No mortal man has ever served at the same time his passions and his best interests.

Yep. Still looking...

Christmas to a child is the first terrible proof that to travel hopefully is better than to arrive.

Bellerive Oval, home of the Sheffield Shield powerhouse Tasmanian Tigers. Bellerive, December 2010. I have had a number of Hi-5 songs stuck in my head for the past two weeks. At this point, I would even take Christmas carols as replacements. If anyone has a foolproof earworm , please let me know!

Sin is geographical.

Sometimes you do not really know what you are looking for until well after you have found it. Therefore, I expect that the lads will be able to brief me more fully on what exactly it was that they were looking for in approximately three (3) months time.

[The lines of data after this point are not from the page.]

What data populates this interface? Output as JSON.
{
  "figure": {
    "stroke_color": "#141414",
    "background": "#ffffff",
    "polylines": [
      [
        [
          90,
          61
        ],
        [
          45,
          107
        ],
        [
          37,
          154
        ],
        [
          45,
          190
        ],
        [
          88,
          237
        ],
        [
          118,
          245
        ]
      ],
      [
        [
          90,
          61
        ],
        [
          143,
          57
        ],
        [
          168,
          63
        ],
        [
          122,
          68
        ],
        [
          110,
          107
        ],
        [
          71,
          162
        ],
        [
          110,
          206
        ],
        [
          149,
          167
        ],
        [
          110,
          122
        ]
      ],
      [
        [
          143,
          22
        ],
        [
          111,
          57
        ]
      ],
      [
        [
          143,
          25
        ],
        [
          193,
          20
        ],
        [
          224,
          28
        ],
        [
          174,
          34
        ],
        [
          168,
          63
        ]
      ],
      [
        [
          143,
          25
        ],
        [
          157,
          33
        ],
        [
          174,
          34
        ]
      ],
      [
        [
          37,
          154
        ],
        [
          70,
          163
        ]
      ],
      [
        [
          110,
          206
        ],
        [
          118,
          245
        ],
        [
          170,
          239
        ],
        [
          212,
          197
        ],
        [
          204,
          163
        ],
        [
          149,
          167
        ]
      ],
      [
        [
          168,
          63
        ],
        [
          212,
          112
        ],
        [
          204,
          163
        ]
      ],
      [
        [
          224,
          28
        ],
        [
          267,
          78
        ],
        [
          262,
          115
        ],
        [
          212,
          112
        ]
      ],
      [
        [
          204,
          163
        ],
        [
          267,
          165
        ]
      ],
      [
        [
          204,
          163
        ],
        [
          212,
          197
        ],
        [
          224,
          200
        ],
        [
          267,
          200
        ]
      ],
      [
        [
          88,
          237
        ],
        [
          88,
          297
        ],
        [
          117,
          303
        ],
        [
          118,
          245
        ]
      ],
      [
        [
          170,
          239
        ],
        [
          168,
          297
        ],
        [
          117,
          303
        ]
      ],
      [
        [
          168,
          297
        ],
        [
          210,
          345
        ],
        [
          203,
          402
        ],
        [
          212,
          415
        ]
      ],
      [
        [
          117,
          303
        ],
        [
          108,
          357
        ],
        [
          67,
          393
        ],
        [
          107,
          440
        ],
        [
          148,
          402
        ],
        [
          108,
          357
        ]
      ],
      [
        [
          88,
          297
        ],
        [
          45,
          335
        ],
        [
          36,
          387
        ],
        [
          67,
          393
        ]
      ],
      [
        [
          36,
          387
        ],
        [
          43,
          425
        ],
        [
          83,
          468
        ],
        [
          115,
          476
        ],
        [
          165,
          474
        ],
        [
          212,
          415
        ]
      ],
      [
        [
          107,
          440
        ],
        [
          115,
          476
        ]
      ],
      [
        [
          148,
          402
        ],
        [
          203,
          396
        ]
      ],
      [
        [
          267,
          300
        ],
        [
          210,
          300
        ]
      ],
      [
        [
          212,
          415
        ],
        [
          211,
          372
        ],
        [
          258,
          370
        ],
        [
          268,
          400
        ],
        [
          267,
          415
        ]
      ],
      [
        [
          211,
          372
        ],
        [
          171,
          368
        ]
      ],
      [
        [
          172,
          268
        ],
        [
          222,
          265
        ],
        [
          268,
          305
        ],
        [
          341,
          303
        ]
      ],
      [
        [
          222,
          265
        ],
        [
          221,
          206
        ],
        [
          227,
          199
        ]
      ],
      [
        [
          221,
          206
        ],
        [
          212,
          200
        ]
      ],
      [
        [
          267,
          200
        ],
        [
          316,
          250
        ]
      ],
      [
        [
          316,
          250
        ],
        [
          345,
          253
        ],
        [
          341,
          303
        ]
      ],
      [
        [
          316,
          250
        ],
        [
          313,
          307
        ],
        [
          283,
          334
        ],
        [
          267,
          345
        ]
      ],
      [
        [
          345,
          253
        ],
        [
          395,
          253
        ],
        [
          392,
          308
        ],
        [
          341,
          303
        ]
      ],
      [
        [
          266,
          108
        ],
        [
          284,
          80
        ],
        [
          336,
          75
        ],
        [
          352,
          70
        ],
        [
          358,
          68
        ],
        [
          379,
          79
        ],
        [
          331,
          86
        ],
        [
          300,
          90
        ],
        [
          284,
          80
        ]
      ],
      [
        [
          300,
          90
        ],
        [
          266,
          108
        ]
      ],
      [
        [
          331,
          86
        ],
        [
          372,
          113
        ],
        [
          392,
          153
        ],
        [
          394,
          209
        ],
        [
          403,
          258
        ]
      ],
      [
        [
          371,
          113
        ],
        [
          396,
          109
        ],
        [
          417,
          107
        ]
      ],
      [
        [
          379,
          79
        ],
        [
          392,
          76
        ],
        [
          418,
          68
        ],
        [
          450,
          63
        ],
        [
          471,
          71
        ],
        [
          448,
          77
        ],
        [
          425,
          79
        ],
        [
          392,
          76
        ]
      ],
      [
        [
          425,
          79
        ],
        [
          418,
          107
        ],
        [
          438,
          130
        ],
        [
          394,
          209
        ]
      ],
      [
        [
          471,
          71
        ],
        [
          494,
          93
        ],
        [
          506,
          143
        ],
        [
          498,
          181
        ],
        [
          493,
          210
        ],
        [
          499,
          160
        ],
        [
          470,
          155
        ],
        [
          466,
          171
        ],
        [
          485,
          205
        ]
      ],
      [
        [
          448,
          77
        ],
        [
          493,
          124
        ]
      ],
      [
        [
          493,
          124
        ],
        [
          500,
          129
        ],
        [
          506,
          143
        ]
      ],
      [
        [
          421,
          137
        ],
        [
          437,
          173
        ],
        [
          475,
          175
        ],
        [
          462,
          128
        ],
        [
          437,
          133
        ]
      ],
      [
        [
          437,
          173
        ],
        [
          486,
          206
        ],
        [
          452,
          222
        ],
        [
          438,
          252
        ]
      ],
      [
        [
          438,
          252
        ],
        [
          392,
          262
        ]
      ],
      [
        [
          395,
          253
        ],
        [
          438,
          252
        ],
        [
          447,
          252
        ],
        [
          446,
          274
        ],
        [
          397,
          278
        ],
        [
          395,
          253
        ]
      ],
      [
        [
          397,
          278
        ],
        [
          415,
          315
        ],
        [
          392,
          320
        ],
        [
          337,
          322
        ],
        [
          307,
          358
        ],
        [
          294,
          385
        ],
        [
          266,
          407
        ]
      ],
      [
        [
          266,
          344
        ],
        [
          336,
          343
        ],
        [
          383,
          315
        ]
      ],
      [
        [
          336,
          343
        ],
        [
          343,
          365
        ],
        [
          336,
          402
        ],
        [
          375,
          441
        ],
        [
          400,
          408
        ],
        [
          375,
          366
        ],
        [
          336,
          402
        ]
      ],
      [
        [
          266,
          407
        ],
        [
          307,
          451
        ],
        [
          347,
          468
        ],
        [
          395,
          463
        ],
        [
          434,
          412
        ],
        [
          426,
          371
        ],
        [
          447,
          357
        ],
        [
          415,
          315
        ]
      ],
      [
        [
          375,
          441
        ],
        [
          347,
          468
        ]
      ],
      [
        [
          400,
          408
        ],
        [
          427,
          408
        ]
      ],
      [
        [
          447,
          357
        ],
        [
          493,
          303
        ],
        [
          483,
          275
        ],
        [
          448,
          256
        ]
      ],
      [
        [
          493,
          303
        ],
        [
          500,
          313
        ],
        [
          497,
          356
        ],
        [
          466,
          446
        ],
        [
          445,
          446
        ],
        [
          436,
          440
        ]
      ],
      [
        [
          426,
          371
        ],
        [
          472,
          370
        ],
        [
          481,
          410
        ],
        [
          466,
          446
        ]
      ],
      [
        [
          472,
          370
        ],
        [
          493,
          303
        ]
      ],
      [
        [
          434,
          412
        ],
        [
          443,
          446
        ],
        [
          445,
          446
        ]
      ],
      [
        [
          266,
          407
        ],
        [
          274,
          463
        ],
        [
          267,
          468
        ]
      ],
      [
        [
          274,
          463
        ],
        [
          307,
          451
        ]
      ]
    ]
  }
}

Christmas makes everything twice as sad.

This seaweed appears to be waving hello. Bellerive Beach, December 2010. Why? Why not. Why not indeed! Because. Because why? Just because. Just because I said so. Why? Because! Why not? Because. Because why? Why because? ? ? ? ! ! !

Faced with the choice between changing one's mind and proving that there is no need to do so, almost everyone gets busy on the proof.

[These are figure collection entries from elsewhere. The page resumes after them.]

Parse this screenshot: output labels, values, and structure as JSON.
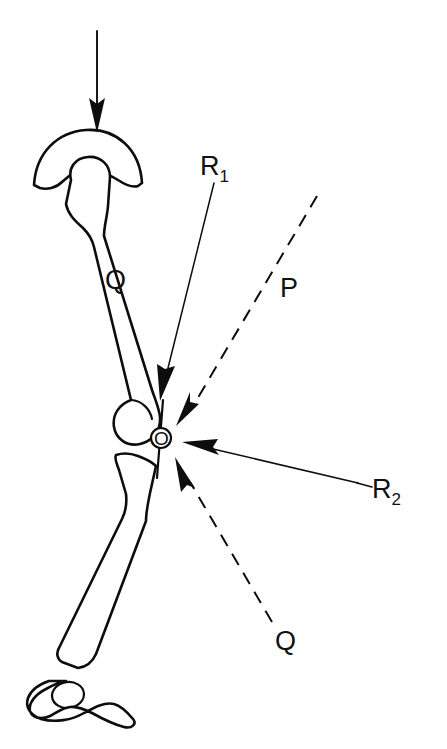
{
  "figure": {
    "background_color": "#ffffff",
    "ink_color": "#0d0d0d",
    "width": 447,
    "height": 749
  },
  "labels": {
    "load_arrow": "",
    "femur_force": "Q",
    "reaction_one": "R",
    "reaction_one_sub": "1",
    "reaction_two": "R",
    "reaction_two_sub": "2",
    "patellar_force": "P",
    "lower_force": "Q",
    "joint_point": "O"
  },
  "anatomy": [
    {
      "name": "acetabulum-socket",
      "description": "Pelvic acetabulum dome cap above femoral head"
    },
    {
      "name": "femoral-head-neck",
      "description": "Rounded femoral head and neck entering socket"
    },
    {
      "name": "femur-shaft",
      "description": "Long femur shaft angled down and to the right"
    },
    {
      "name": "femoral-condyle",
      "description": "Distal femur condyle at knee"
    },
    {
      "name": "tibia-plateau",
      "description": "Proximal tibia plateau below knee"
    },
    {
      "name": "tibia-shaft",
      "description": "Tibia shaft descending to ankle"
    },
    {
      "name": "ankle-talus",
      "description": "Small rounded talus bone at ankle"
    },
    {
      "name": "foot-outline",
      "description": "Foot profile resting on ground"
    }
  ],
  "vectors": [
    {
      "name": "body-load",
      "label": "",
      "style": "solid",
      "arrow": "end",
      "from": [
        97,
        31
      ],
      "to": [
        97,
        130
      ],
      "description": "Downward body-weight load applied at the hip"
    },
    {
      "name": "reaction-R1",
      "label": "R1",
      "style": "solid",
      "arrow": "end",
      "from": [
        214,
        183
      ],
      "to": [
        160,
        398
      ],
      "description": "Joint reaction force R1 directed down-left into the knee"
    },
    {
      "name": "patellar-tendon-P",
      "label": "P",
      "style": "dashed",
      "arrow": "end",
      "from": [
        317,
        196
      ],
      "to": [
        177,
        424
      ],
      "description": "Patellar / quadriceps tendon force P directed down-left to point O"
    },
    {
      "name": "reaction-R2",
      "label": "R2",
      "style": "solid",
      "arrow": "end",
      "from": [
        358,
        483
      ],
      "to": [
        183,
        443
      ],
      "description": "Joint reaction force R2 directed left toward point O"
    },
    {
      "name": "lower-force-Q",
      "label": "Q",
      "style": "dashed",
      "arrow": "end",
      "from": [
        272,
        622
      ],
      "to": [
        176,
        458
      ],
      "description": "Force Q from the lower leg directed up-left to point O"
    }
  ],
  "text_items": [
    {
      "name": "label-R1",
      "text": "R",
      "sub": "1",
      "x": 200,
      "y": 175
    },
    {
      "name": "label-Q-femur",
      "text": "Q",
      "sub": "",
      "x": 105,
      "y": 289
    },
    {
      "name": "label-P",
      "text": "P",
      "sub": "",
      "x": 280,
      "y": 297
    },
    {
      "name": "label-R2",
      "text": "R",
      "sub": "2",
      "x": 372,
      "y": 498
    },
    {
      "name": "label-Q-lower",
      "text": "Q",
      "sub": "",
      "x": 275,
      "y": 650
    },
    {
      "name": "label-O",
      "text": "O",
      "sub": "",
      "x": 159,
      "y": 441
    }
  ]
}
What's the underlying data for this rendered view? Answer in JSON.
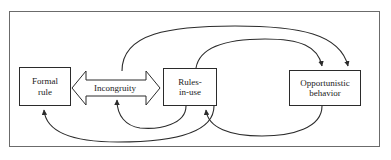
{
  "figure": {
    "frame_color": "#6b6b6b",
    "line_color": "#2b2b2b",
    "background": "#ffffff"
  },
  "nodes": [
    {
      "id": "formal-rule",
      "label": "Formal\nrule"
    },
    {
      "id": "rules-in-use",
      "label": "Rules-\nin-use"
    },
    {
      "id": "opportunistic-behavior",
      "label": "Opportunistic\nbehavior"
    }
  ],
  "connectors": [
    {
      "id": "incongruity-arrow",
      "label": "Incongruity",
      "style": "block-double-headed",
      "from": "formal-rule",
      "to": "rules-in-use"
    },
    {
      "id": "curve-incongruity-to-opportunistic",
      "style": "curved-arrow",
      "from": "incongruity",
      "to": "opportunistic-behavior"
    },
    {
      "id": "curve-rules-to-opportunistic",
      "style": "curved-arrow",
      "from": "rules-in-use",
      "to": "opportunistic-behavior"
    },
    {
      "id": "curve-opportunistic-to-rules",
      "style": "curved-arrow",
      "from": "opportunistic-behavior",
      "to": "rules-in-use"
    },
    {
      "id": "curve-rules-to-incongruity",
      "style": "curved-arrow",
      "from": "rules-in-use",
      "to": "incongruity"
    },
    {
      "id": "curve-rules-to-formal-rule",
      "style": "curved-arrow",
      "from": "rules-in-use",
      "to": "formal-rule"
    }
  ]
}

There are times where it is perfectly okay for your mother to give you a good hard push . This is one of those times…

A good conscience is a continual Christmas

A grey old morning. (Just off) the corner of Macquarie and Elizabeth Streets, Hobart. December 2010. Christmas comes but once a year…? Thank Christ for that. There are a few things about Christmas that I don’t mind: giving presents, a few days off, some quality time in the kitchen, a cauldron of chocolate mousse. Regrettably, these are vastly outweighed by the things I loathe: tinsel , phony goodwill, the remorseless desire for material goods, the prevalence of fat guys in red suits with Rangifer tarandus sprinkled with snow despite the unmistakable fact that we here at the arse end of the world are in the middle of summer and you have as much likelihood of spotting a Thylacinus cynocephalus making love with a Raphus cucullatus to the tune of Mental as Anything’s Berserk Warriors than that hackneyed old scene. It’s about time that us here in the Antipodes start seizing the initiative and make up our own bunch of nonsense set of traditions to ram down the throats of everyone until

Boldness be my friend.

Note: this is Nutgrove Beach in Sandy Bay, not Abu Dhabi...

Politics, as a practice, whatever its professions, has always been the systematic organisation of hatreds.

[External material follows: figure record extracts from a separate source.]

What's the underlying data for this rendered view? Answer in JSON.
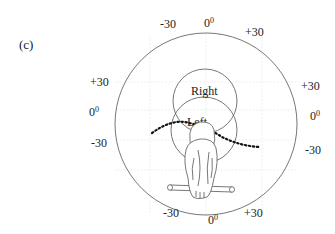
{
  "panel_label": "(c)",
  "circle_labels": {
    "right": "Right",
    "left": "Left"
  },
  "ticks": {
    "top": {
      "minus": "-30",
      "zero": "0",
      "zero_sup": "0",
      "plus": "+30"
    },
    "left": {
      "plus": "+30",
      "zero": "0",
      "zero_sup": "0",
      "minus": "-30"
    },
    "right": {
      "plus": "+30",
      "zero": "0",
      "zero_sup": "0",
      "minus": "-30"
    },
    "bottom": {
      "minus": "-30",
      "zero": "0",
      "zero_sup": "0",
      "plus": "+30"
    }
  },
  "colors": {
    "line": "#555555",
    "grid": "#e4e4e4",
    "dots": "#111111"
  }
}
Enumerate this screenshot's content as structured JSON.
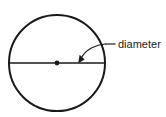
{
  "figure": {
    "kind": "geometry-diagram",
    "background_color": "#ffffff",
    "stroke_color": "#1a1a1a"
  },
  "labels": {
    "diameter": "diameter"
  },
  "geometry": {
    "circle": {
      "center_x": 57,
      "center_y": 63,
      "radius": 48,
      "stroke_width": 2,
      "fill": "none"
    },
    "center_point": {
      "x": 57,
      "y": 63,
      "radius": 2.4,
      "fill": "#1a1a1a"
    },
    "diameter_line": {
      "x1": 9,
      "y1": 63,
      "x2": 105,
      "y2": 63,
      "stroke_width": 1.4
    },
    "leader_line": {
      "x1": 105,
      "y1": 44,
      "x2": 115,
      "y2": 44,
      "stroke_width": 1.2
    },
    "leader_arrow": {
      "path": "M 105 44 C 98 44 86 49 80.5 59.5",
      "stroke_width": 1.2,
      "arrowhead_points": "78.5,63 79.4,55.6 84.2,60.0"
    },
    "label_position": {
      "x": 118,
      "y": 48
    }
  }
}
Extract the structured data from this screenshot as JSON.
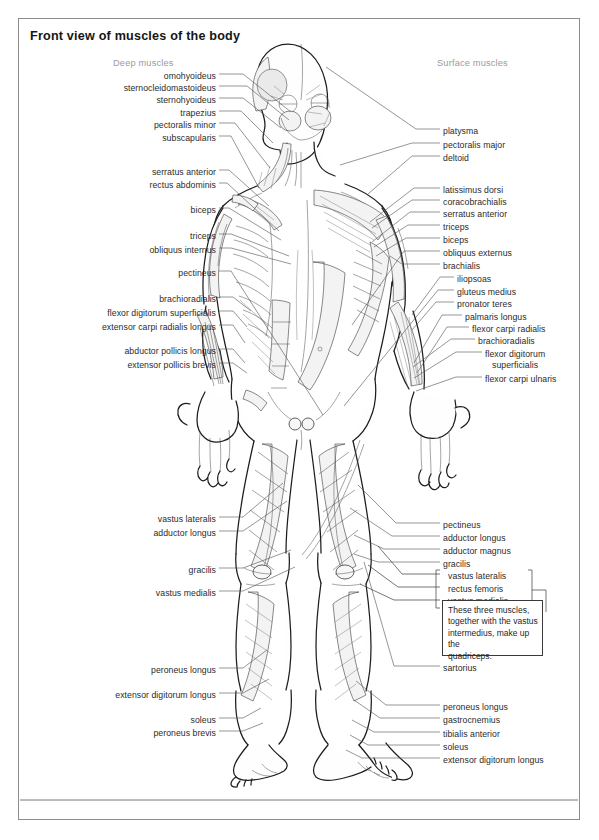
{
  "figure": {
    "title": "Front view of muscles of the body",
    "column_headings": {
      "left": "Deep muscles",
      "right": "Surface muscles"
    }
  },
  "labels_left": [
    {
      "text": "omohyoideus",
      "x": 216,
      "y": 76
    },
    {
      "text": "sternocleidomastoideus",
      "x": 216,
      "y": 88
    },
    {
      "text": "sternohyoideus",
      "x": 216,
      "y": 100
    },
    {
      "text": "trapezius",
      "x": 216,
      "y": 113
    },
    {
      "text": "pectoralis minor",
      "x": 216,
      "y": 125
    },
    {
      "text": "subscapularis",
      "x": 216,
      "y": 138
    },
    {
      "text": "serratus anterior",
      "x": 216,
      "y": 172
    },
    {
      "text": "rectus abdominis",
      "x": 216,
      "y": 185
    },
    {
      "text": "biceps",
      "x": 216,
      "y": 210
    },
    {
      "text": "triceps",
      "x": 216,
      "y": 236
    },
    {
      "text": "obliquus internus",
      "x": 216,
      "y": 250
    },
    {
      "text": "pectineus",
      "x": 216,
      "y": 273
    },
    {
      "text": "brachioradialis",
      "x": 216,
      "y": 299
    },
    {
      "text": "flexor digitorum superficialis",
      "x": 216,
      "y": 313
    },
    {
      "text": "extensor carpi radialis longus",
      "x": 216,
      "y": 327
    },
    {
      "text": "abductor pollicis longus",
      "x": 216,
      "y": 351
    },
    {
      "text": "extensor pollicis brevis",
      "x": 216,
      "y": 365
    },
    {
      "text": "vastus lateralis",
      "x": 216,
      "y": 519
    },
    {
      "text": "adductor longus",
      "x": 216,
      "y": 533
    },
    {
      "text": "gracilis",
      "x": 216,
      "y": 570
    },
    {
      "text": "vastus medialis",
      "x": 216,
      "y": 593
    },
    {
      "text": "peroneus longus",
      "x": 216,
      "y": 670
    },
    {
      "text": "extensor digitorum longus",
      "x": 216,
      "y": 695
    },
    {
      "text": "soleus",
      "x": 216,
      "y": 720
    },
    {
      "text": "peroneus brevis",
      "x": 216,
      "y": 733
    }
  ],
  "labels_right": [
    {
      "text": "platysma",
      "x": 443,
      "y": 131
    },
    {
      "text": "pectoralis major",
      "x": 443,
      "y": 145
    },
    {
      "text": "deltoid",
      "x": 443,
      "y": 158
    },
    {
      "text": "latissimus dorsi",
      "x": 443,
      "y": 190
    },
    {
      "text": "coracobrachialis",
      "x": 443,
      "y": 202
    },
    {
      "text": "serratus anterior",
      "x": 443,
      "y": 214
    },
    {
      "text": "triceps",
      "x": 443,
      "y": 227
    },
    {
      "text": "biceps",
      "x": 443,
      "y": 240
    },
    {
      "text": "obliquus externus",
      "x": 443,
      "y": 253
    },
    {
      "text": "brachialis",
      "x": 443,
      "y": 266
    },
    {
      "text": "iliopsoas",
      "x": 457,
      "y": 279
    },
    {
      "text": "gluteus medius",
      "x": 457,
      "y": 292
    },
    {
      "text": "pronator teres",
      "x": 457,
      "y": 304
    },
    {
      "text": "palmaris longus",
      "x": 465,
      "y": 317
    },
    {
      "text": "flexor carpi radialis",
      "x": 472,
      "y": 329
    },
    {
      "text": "brachioradialis",
      "x": 478,
      "y": 341
    },
    {
      "text": "flexor digitorum",
      "x": 485,
      "y": 354
    },
    {
      "text": "superficialis",
      "x": 492,
      "y": 365
    },
    {
      "text": "flexor carpi ulnaris",
      "x": 485,
      "y": 379
    },
    {
      "text": "pectineus",
      "x": 443,
      "y": 525
    },
    {
      "text": "adductor longus",
      "x": 443,
      "y": 538
    },
    {
      "text": "adductor magnus",
      "x": 443,
      "y": 551
    },
    {
      "text": "gracilis",
      "x": 443,
      "y": 564
    },
    {
      "text": "vastus lateralis",
      "x": 448,
      "y": 576
    },
    {
      "text": "rectus femoris",
      "x": 448,
      "y": 589
    },
    {
      "text": "vastus medialis",
      "x": 448,
      "y": 601
    },
    {
      "text": "sartorius",
      "x": 443,
      "y": 668
    },
    {
      "text": "peroneus longus",
      "x": 443,
      "y": 707
    },
    {
      "text": "gastrocnemius",
      "x": 443,
      "y": 720
    },
    {
      "text": "tibialis anterior",
      "x": 443,
      "y": 734
    },
    {
      "text": "soleus",
      "x": 443,
      "y": 747
    },
    {
      "text": "extensor digitorum longus",
      "x": 443,
      "y": 760
    }
  ],
  "callout": {
    "text": "These three muscles,\ntogether with  the vastus\nintermedius,  make up the\nquadriceps."
  },
  "colors": {
    "frame": "#8c8c8c",
    "title": "#161616",
    "heading": "#9a9a9a",
    "label": "#2b2b2b",
    "leader": "#555555",
    "outline": "#1d1d1d",
    "muscle_fill": "#f3f3f3"
  }
}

The phallus is everywhere. Mount Wellington as viewed from St Johns Park. December 2010. The curse of phallogocentrism strikes yet again. It is incredibly hard to be a radical feminist in Hobart, as everywhere you care to look you will find colossal concrete erections lording proudly over you. It must be the high natural levels of testosterone in the air… Sunday Top Five? My Top Five Wishes For This Christmas! A benign sense of self-satisfaction. Tranquillity. No arguments. A firmer understanding of the rudiments of theoretical physics. A new bag. ...and not a phallus in sight!